A major legal victory against the Mission Driveway Tax was achieved on
Friday, April 7 as the Kansas Supreme Court issued an opinion ruling. The
Kansas City Regional Association of REALTORS®, the Kansas Association of
REALTORS® & the National Association of REALTORS® partnered in support of
the Heartland Apartment Association in their lawsuit against the city of
Mission, Kansas. Today, the Court held that Mission’s
imposition of a transportation utility fee was an illegal excise tax under
Kansas law.

This particular decision had been long debated,
and in the system for over half a decade. Initially proposed in 2010 as a
“transportation utility fee,” to be levied against—to use the language
proposition’s language—“all improved property in the city, based on the number
of vehicle trips that property generates.” In short, the more traffic generated
by the property, the more the fee would be. Single-family homes would have been
charged a flat fee, around $70 a year, but multifamily homes and commercial
buildings would have been charged more, based on a proposed formula. In the
recently released court decision, the highest fee reported was in excess of
$16,000.

Opponents of the measure were swift to grant the
measure the pithy moniker “driveway tax,” and litigation was soon to follow, on
the grounds that it was an excise tax. In 2013, a Johnson County judge ruled in
favor of Mission, citing the TUF was not, in fact, an excise tax.

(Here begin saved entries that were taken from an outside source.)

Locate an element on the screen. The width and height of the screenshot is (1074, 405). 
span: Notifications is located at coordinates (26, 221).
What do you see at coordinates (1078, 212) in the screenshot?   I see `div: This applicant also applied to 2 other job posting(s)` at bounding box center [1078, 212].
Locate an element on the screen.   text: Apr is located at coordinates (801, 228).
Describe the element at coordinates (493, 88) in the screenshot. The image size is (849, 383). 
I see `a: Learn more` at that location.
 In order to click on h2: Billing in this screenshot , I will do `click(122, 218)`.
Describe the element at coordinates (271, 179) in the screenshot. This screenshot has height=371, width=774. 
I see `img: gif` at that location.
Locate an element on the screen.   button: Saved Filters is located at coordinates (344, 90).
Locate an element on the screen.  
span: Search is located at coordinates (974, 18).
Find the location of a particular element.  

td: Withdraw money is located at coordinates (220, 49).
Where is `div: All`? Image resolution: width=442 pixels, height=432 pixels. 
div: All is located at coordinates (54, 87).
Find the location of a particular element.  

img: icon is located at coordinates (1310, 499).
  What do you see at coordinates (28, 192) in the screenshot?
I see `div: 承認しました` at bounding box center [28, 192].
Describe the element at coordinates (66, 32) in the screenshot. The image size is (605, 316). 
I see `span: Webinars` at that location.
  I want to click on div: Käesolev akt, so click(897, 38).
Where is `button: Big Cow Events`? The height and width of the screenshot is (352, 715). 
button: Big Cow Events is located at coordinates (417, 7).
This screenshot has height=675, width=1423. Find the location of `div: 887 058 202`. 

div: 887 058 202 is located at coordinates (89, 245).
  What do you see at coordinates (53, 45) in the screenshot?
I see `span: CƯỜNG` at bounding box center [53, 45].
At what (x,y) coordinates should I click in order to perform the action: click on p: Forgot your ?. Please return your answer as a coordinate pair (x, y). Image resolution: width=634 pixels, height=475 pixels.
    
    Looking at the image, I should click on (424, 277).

But in 2015, the Kansas Court of Appeals
reversed the decision, and the case eventually wound up in the Kansas Supreme
Court. The presiding justices ruled against the TUF, citing that it was, in
fact, a tax. In their decision, the cited the following:

“The TUF is not voluntary—all property owners
generally must pay it. The citizens who pat the TUF do not receive any special
benefit for it. There is no aspect of contract or consent in payment of the
fee. The money raised from the TUF is used to pay for street improvements,
which are used by all. And the TUF is not a way to compensate the government for regulating a specific service,
benefit or privilege.”

Officials for the city of Mission have not yet
commented on the ruling.

This ruling is a prime example of what like-minded associations can
accomplish together on behalf of members and property owners. Today is a huge
victory for residential and commercial properties, not only in Mission, but
also in other municipalities where similar fees on property would have likely
been explored if Mission had been successful in this case.